Knitted Gryffindor Scarf

Yeah, I’m a little bit of a Harry Potter fan.

I’ve read the books three times now and I loved them this most recent time just as much as the first two. Even knowing what was going to happen, I loved going through and realizing connections I hadn’t before. I loved watching the love stories within from the beginning.

The last movie made me cry–a lot. I loved it. Everyone complains about how young the first few books and movies are, but I love that they bring me back to my childhood. I love remembering how my mom, brother, and I would take turns reading aloud to each other every night. I loved laying on the long bench of our kitchen table listening.

I am not, on the other hand, a Harry Potter fanatic. I didn’t dress up for the movie premier. I do toy with the idea of dressing up as characters for Halloween one day, but that’s as far as I’ll go there. I do not play quidditch at the park nor own a wand. I did have a secret desire to own a Gryffindor scarf, so in the process of developing my new knitting skills, I decided to make one.

I didn’t really follow any instructions, but rather combined ideas from multiple places and just went with it. This article was particularly helpful, as was the book Charmed Knits. In the end, I wanted a scarf that suited my personal needs, so I picked a yarn that felt good to me, made it the size I wanted, and just kind of went with the flow. Here’s what I turned out with:

I am thoroughly happy with the end result.

Peanut modeling it for me while blowing her whistle.

It’s huge. 10 inches wide and, including the fringe, 7.5 feet long. I wanted a scarf that was big and poofy and warm that entirely covered my neck and didn’t itch. I ended up buying 80% wool 20% acrylic yard. I attempted to switch colors every 6 inches by matching up one rectangle to the next, but I must have ended up going a little bigger with each one (though not noticeably) because the scarf ended up being around a foot longer than I was planning. I wanted it to be about my height before fringe, which is 5’5.

It was a time consuming, but easy project. All of it is in garter stitch (which means you knit front and back), so it got me really confident on my knitting before starting to purl on my next project (I’ll post it soon). I’m still having trouble getting edges how I’d like them, but I’m getting better. Switching colors was surprisingly easy, but where it switches the ends were particularly un-pretty. Sewing those in at the end helped, but didn’t entirely solve the problem.

I knitted on the bus, as breaks for homework, during class when I wasn’t taking notes (doing something with my hands actually helps me to concentrate better), at home while Peanut played. Everywhere and anywhere. Lots of people were interested in what I was doing and many of my classmates congratulated me on finishing when I wore my scarf to school for the first time last week (though I actually finished it about a week earlier and it was too warm to wear to school). I feel so awesome that I took some balls of yarn and created something I really wanted. With buying the yarn (two skeins of each color with plenty left over) and the needles, which are obviously reusable, the whole project cost me less than $20. Definitely less than I would have paid for a Gryffindor scarf that wouldn’t have been nearly as awesome as this one.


What is needed: Give the data again exactly, without images.
*** The records Section Begins ***
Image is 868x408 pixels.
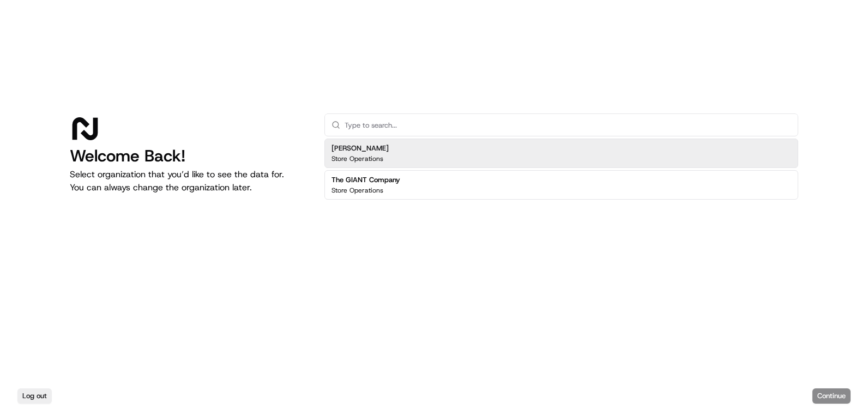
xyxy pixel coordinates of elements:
input: Type to search... [345,114,792,136]
h1: Welcome Back! [70,146,307,166]
p: Select organization that you’d like to see the data for. You can always change the organization l... [70,168,307,194]
h2: The GIANT Company [332,175,400,184]
p: Store Operations [332,155,383,163]
h2: [PERSON_NAME] [332,143,389,153]
button: Log out [18,388,52,403]
p: Store Operations [332,185,383,195]
div: Suggestions [324,136,798,201]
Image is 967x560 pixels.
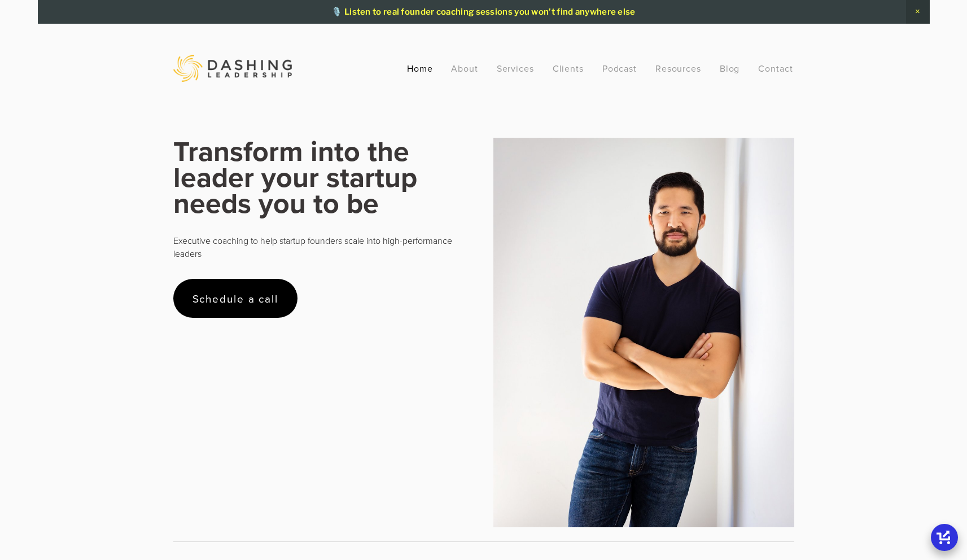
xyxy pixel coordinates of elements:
a: Podcast [602,58,637,79]
img: Dashing Leadership [174,54,292,82]
a: Contact [758,58,793,79]
a: Resources [655,62,702,75]
a: Services [496,58,535,79]
p: Executive coaching to help startup founders scale into high-performance leaders [174,234,475,259]
a: Schedule a call [174,279,298,317]
a: About [451,58,479,79]
a: Clients [553,58,584,79]
a: Home [407,58,433,79]
a: Blog [719,58,740,79]
strong: Transform into the leader your startup needs you to be [174,130,424,223]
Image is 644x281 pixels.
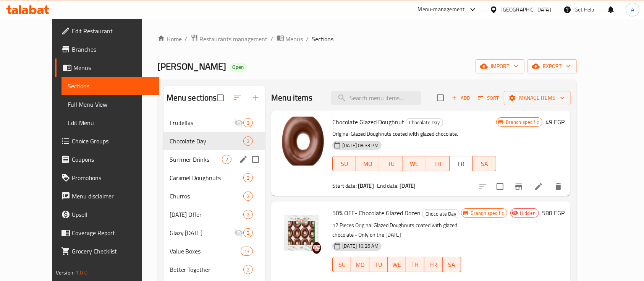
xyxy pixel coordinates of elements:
[448,92,473,104] button: Add
[476,92,501,104] button: Sort
[68,100,153,109] span: Full Menu View
[372,259,385,270] span: TU
[428,259,440,270] span: FR
[72,44,153,54] span: Branches
[306,34,309,43] li: /
[170,118,234,127] div: Fruitellas
[243,228,253,238] div: items
[409,259,421,270] span: TH
[55,40,160,59] a: Branches
[510,177,528,196] button: Branch-specific-item
[55,242,160,260] a: Grocery Checklist
[448,92,473,104] span: Add item
[222,156,231,163] span: 2
[55,223,160,242] a: Coverage Report
[170,191,243,201] div: Churros
[356,156,379,171] button: MO
[164,169,266,187] div: Caramel Doughnuts2
[331,91,421,105] input: search
[503,118,542,126] span: Branch specific
[517,209,539,217] span: Hidden
[241,248,253,255] span: 13
[68,81,153,91] span: Sections
[72,247,153,256] span: Grocery Checklist
[200,34,268,43] span: Restaurants management
[164,132,266,150] div: Chocolate Day2
[157,58,227,75] span: [PERSON_NAME]
[55,132,160,150] a: Choice Groups
[72,228,153,238] span: Coverage Report
[164,260,266,279] div: Better Together2
[278,117,326,165] img: Chocolate Glazed Doughnut
[426,156,449,171] button: TH
[243,191,253,201] div: items
[185,34,188,43] li: /
[492,178,508,195] span: Select to update
[230,64,247,71] span: Open
[478,94,499,103] span: Sort
[157,34,182,43] a: Home
[332,129,496,139] p: Original Glazed Doughnuts coated with glazed chocolate.
[157,34,577,44] nav: breadcrumb
[164,113,266,132] div: Fruitellas3
[332,181,357,191] span: Start date:
[228,88,247,107] span: Sort sections
[473,92,504,104] span: Sort items
[542,208,565,218] h6: 588 EGP
[72,27,153,36] span: Edit Restaurant
[61,77,160,95] a: Sections
[237,154,249,165] button: edit
[433,90,448,106] span: Select section
[476,158,493,169] span: SA
[359,158,376,169] span: MO
[55,150,160,169] a: Coupons
[424,257,443,272] button: FR
[72,155,153,164] span: Coupons
[400,181,416,191] b: [DATE]
[450,94,471,103] span: Add
[72,137,153,145] span: Choice Groups
[382,158,400,169] span: TU
[534,182,543,191] a: Edit menu item
[164,242,266,260] div: Value Boxes13
[358,181,374,191] b: [DATE]
[271,34,274,43] li: /
[510,93,565,103] span: Manage items
[475,59,525,73] button: import
[244,229,253,237] span: 2
[212,90,228,106] span: Select all sections
[243,118,253,127] div: items
[403,156,426,171] button: WE
[446,259,458,270] span: SA
[379,156,403,171] button: TU
[369,257,388,272] button: TU
[405,118,443,127] div: Chocolate Day
[170,247,241,256] span: Value Boxes
[406,118,443,127] span: Chocolate Day
[170,228,234,238] span: Glazy [DATE]
[170,155,222,164] span: Summer Drinks
[243,210,253,219] div: items
[339,142,382,149] span: [DATE] 08:33 PM
[332,116,404,127] span: Chocolate Glazed Doughnut
[406,257,424,272] button: TH
[418,5,465,14] div: Menu-management
[244,193,253,200] span: 2
[55,59,160,77] a: Menus
[164,205,266,223] div: [DATE] Offer2
[170,210,243,219] div: Wednesday Offer
[278,208,326,257] img: 50% OFF- Chocolate Glazed Dozen
[244,138,253,145] span: 2
[351,257,369,272] button: MO
[164,150,266,169] div: Summer Drinks2edit
[191,34,268,44] a: Restaurants management
[468,209,507,217] span: Branch specific
[312,34,334,43] span: Sections
[55,22,160,40] a: Edit Restaurant
[545,117,565,127] h6: 49 EGP
[55,187,160,205] a: Menu disclaimer
[332,257,351,272] button: SU
[504,91,571,105] button: Manage items
[406,158,423,169] span: WE
[276,34,304,44] a: Menus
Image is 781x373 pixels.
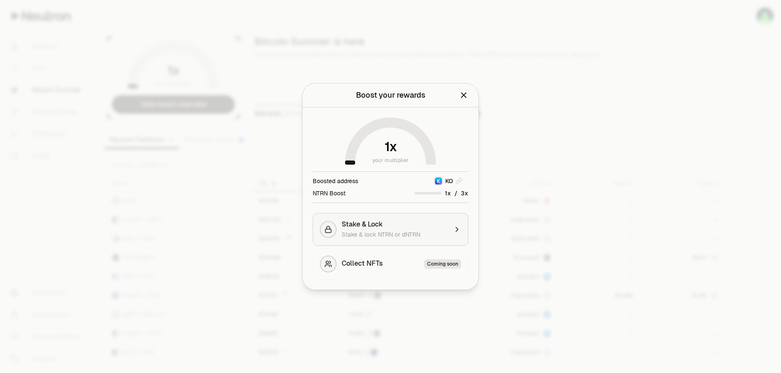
*** The records Section Ends ***
Result:
Image is 868x408 pixels.
xyxy pixel coordinates of elements:
input: Type to search... [345,114,792,136]
h1: Welcome Back! [70,146,307,166]
p: Select organization that you’d like to see the data for. You can always change the organization l... [70,168,307,194]
h2: The GIANT Company [332,175,400,184]
p: Store Operations [332,155,383,163]
h2: [PERSON_NAME] [332,143,389,153]
button: Log out [18,388,52,403]
p: Store Operations [332,185,383,195]
div: Suggestions [324,136,798,201]
Image is 967x560 pixels.
xyxy pixel coordinates of elements:
a: Podcast [602,58,637,79]
img: Dashing Leadership [174,54,292,82]
a: Contact [758,58,793,79]
a: Resources [655,62,702,75]
a: Services [496,58,535,79]
p: Executive coaching to help startup founders scale into high-performance leaders [174,234,475,259]
a: Schedule a call [174,279,298,317]
a: About [451,58,479,79]
a: Clients [553,58,584,79]
a: Home [407,58,433,79]
a: Blog [719,58,740,79]
strong: Transform into the leader your startup needs you to be [174,130,424,223]
Image is 644x281 pixels.
xyxy pixel coordinates of elements:
[448,92,473,104] button: Add
[476,92,501,104] button: Sort
[68,100,153,109] span: Full Menu View
[372,259,385,270] span: TU
[428,259,440,270] span: FR
[72,44,153,54] span: Branches
[306,34,309,43] li: /
[170,118,234,127] div: Fruitellas
[243,228,253,238] div: items
[409,259,421,270] span: TH
[55,40,160,59] a: Branches
[510,177,528,196] button: Branch-specific-item
[55,242,160,260] a: Grocery Checklist
[448,92,473,104] span: Add item
[222,156,231,163] span: 2
[55,223,160,242] a: Coverage Report
[170,191,243,201] div: Churros
[356,156,379,171] button: MO
[164,169,266,187] div: Caramel Doughnuts2
[331,91,421,105] input: search
[503,118,542,126] span: Branch specific
[517,209,539,217] span: Hidden
[241,248,253,255] span: 13
[68,81,153,91] span: Sections
[72,247,153,256] span: Grocery Checklist
[200,34,268,43] span: Restaurants management
[164,132,266,150] div: Chocolate Day2
[157,58,227,75] span: [PERSON_NAME]
[55,132,160,150] a: Choice Groups
[72,228,153,238] span: Coverage Report
[164,260,266,279] div: Better Together2
[278,117,326,165] img: Chocolate Glazed Doughnut
[426,156,449,171] button: TH
[243,191,253,201] div: items
[185,34,188,43] li: /
[492,178,508,195] span: Select to update
[230,64,247,71] span: Open
[478,94,499,103] span: Sort
[157,34,182,43] a: Home
[332,129,496,139] p: Original Glazed Doughnuts coated with glazed chocolate.
[157,34,577,44] nav: breadcrumb
[164,113,266,132] div: Fruitellas3
[332,181,357,191] span: Start date:
[228,88,247,107] span: Sort sections
[473,92,504,104] span: Sort items
[542,208,565,218] h6: 588 EGP
[72,27,153,36] span: Edit Restaurant
[61,77,160,95] a: Sections
[237,154,249,165] button: edit
[433,90,448,106] span: Select section
[476,158,493,169] span: SA
[359,158,376,169] span: MO
[55,150,160,169] a: Coupons
[424,257,443,272] button: FR
[72,155,153,164] span: Coupons
[400,181,416,191] b: [DATE]
[450,94,471,103] span: Add
[72,137,153,145] span: Choice Groups
[382,158,400,169] span: TU
[534,182,543,191] a: Edit menu item
[164,242,266,260] div: Value Boxes13
[358,181,374,191] b: [DATE]
[271,34,274,43] li: /
[510,93,565,103] span: Manage items
[475,59,525,73] button: import
[244,229,253,237] span: 2
[212,90,228,106] span: Select all sections
[243,118,253,127] div: items
[403,156,426,171] button: WE
[446,259,458,270] span: SA
[379,156,403,171] button: TU
[369,257,388,272] button: TU
[405,118,443,127] div: Chocolate Day
[170,247,241,256] span: Value Boxes
[406,118,443,127] span: Chocolate Day
[170,228,234,238] span: Glazy [DATE]
[170,155,222,164] span: Summer Drinks
[243,210,253,219] div: items
[339,142,382,149] span: [DATE] 08:33 PM
[332,116,404,127] span: Chocolate Glazed Doughnut
[406,257,424,272] button: TH
[418,5,465,14] div: Menu-management
[244,193,253,200] span: 2
[55,59,160,77] a: Menus
[164,205,266,223] div: [DATE] Offer2
[170,210,243,219] div: Wednesday Offer
[278,208,326,257] img: 50% OFF- Chocolate Glazed Dozen
[244,138,253,145] span: 2
[351,257,369,272] button: MO
[164,150,266,169] div: Summer Drinks2edit
[191,34,268,44] a: Restaurants management
[468,209,507,217] span: Branch specific
[312,34,334,43] span: Sections
[55,22,160,40] a: Edit Restaurant
[545,117,565,127] h6: 49 EGP
[55,187,160,205] a: Menu disclaimer
[332,257,351,272] button: SU
[504,91,571,105] button: Manage items
[406,158,423,169] span: WE
[276,34,304,44] a: Menus
Image is 781x373 pixels.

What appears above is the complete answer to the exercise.